Kjell Björgeengen, Keith Rowe & Philipp Wachsmann
Keith Rowe Kjell Björgeengen Philipp Wachsmann
An immersive environment where sound is looped through oscillators, radio, guitar pick-ups and video amps to create dense strobing images and colours
Arika have been creating events since 2001. The Archive is space to share the documentation of our work, over 600 events from the past 20 years. Browse the archive by event, artists and collections, explore using theme pairs, or use the index for a comprehensive overview.
An immersive environment where sound is looped through oscillators, radio, guitar pick-ups and video amps to create dense strobing images and colours
Cardboard boxes, metal guitar, critical homage, attempts to describe things you can’t describe. A one-man Grand Guignol school play.
How do communities formed under the duress of violent othering and the joy of solidarity – such as ballroom culture, Black diasporas, Zapatistas – reform bonds of kinship?
Heat-mapped bodies, found porn films, Korean psyche-folk, creepy police intrusion and self-defence.
Three intimate 45 minute sessions, readings of your political questions – using Tarot, Palmistry, Reiki, Astrology, and Philosophy, and the invented methods of Fake and Political Therapy.
How do we make the connections between the mutual aid practices of our daily lives and anti-capitalist efforts to dismantle wider systems of exploitation?
Equal parts spectacle, installation and performance, his set for us is a specially developed work, ‘turning’, which features an orchestra of multiple turntables, 4 projections and a collection of old, and, quite probably, misfiring analogue kit.
A live installation of the ‘Film Ist’: projected on 4 huge screens and an improvised soundtrack from 4 figureheads of the Austrian experimental music scene.
A dialogical meeting of Baraka’s radical poetry and Grimes’ free jazz syncopation.
A riot of 60’s psychedelia, magick, ritual and tight black leather, this programme highlights underground innovators who use and subvert pop music for their own experimental ends; and be warned, in Anger, there’s real darkness.
An original and beautifully simple performed installation forging a direct link between sound and image.
An open collaborative workshop space in which games, warm-up sessions, exercises and scenes are potentially the same thing, through which to project your own concerns onto the stage.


**Problem to work on**
Would you restate each line of the data below word for word, without its pictures?

**Records for this exercise**

↓↓↓

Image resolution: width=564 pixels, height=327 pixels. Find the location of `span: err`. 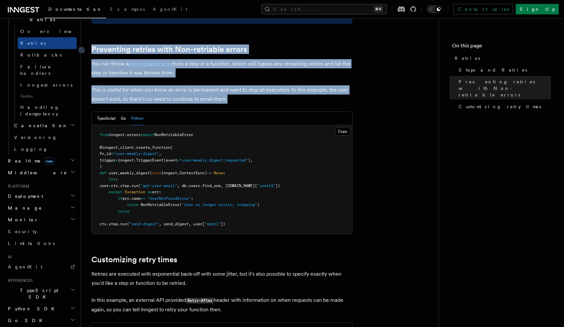

span: err is located at coordinates (155, 192).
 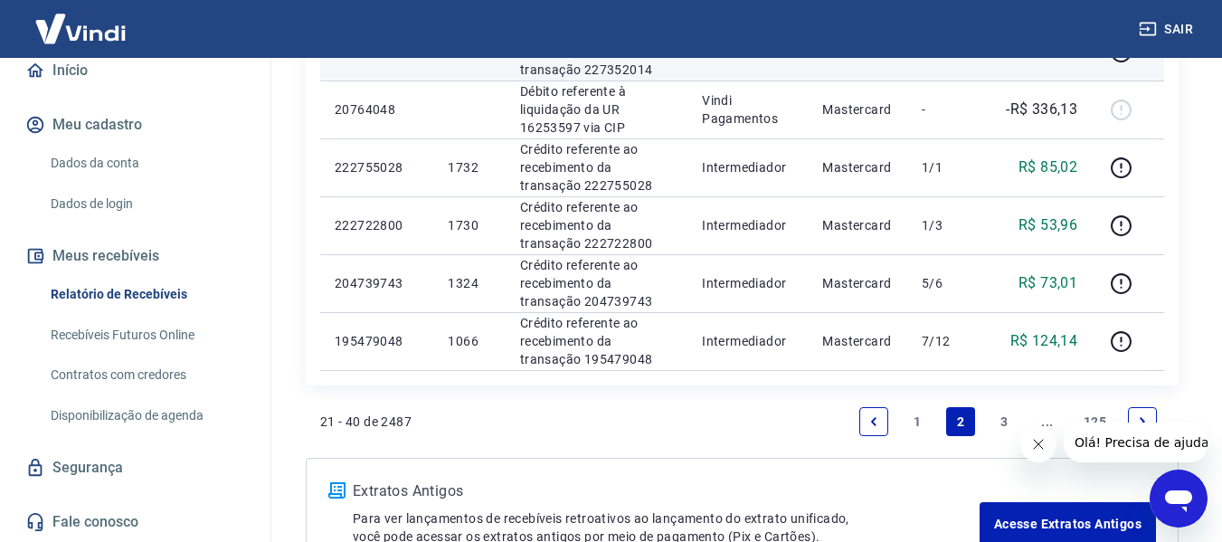 What do you see at coordinates (80, 28) in the screenshot?
I see `img: Vindi` at bounding box center [80, 28].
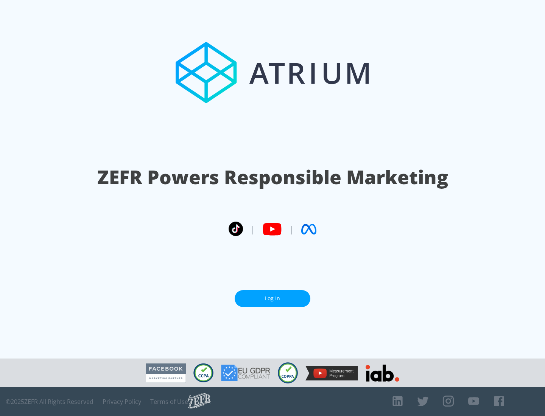  I want to click on img: COPPA Compliant, so click(288, 373).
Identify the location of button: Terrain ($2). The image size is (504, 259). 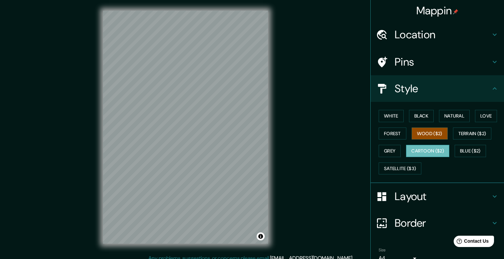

↑↑↑

**Exercise result**
Image resolution: width=564 pixels, height=327 pixels. Find the location of `span: err`. 

span: err is located at coordinates (155, 192).
  What do you see at coordinates (80, 28) in the screenshot?
I see `img: Vindi` at bounding box center [80, 28].
  I want to click on img: COPPA Compliant, so click(288, 373).
Identify the location of button: Terrain ($2). The image size is (504, 259). 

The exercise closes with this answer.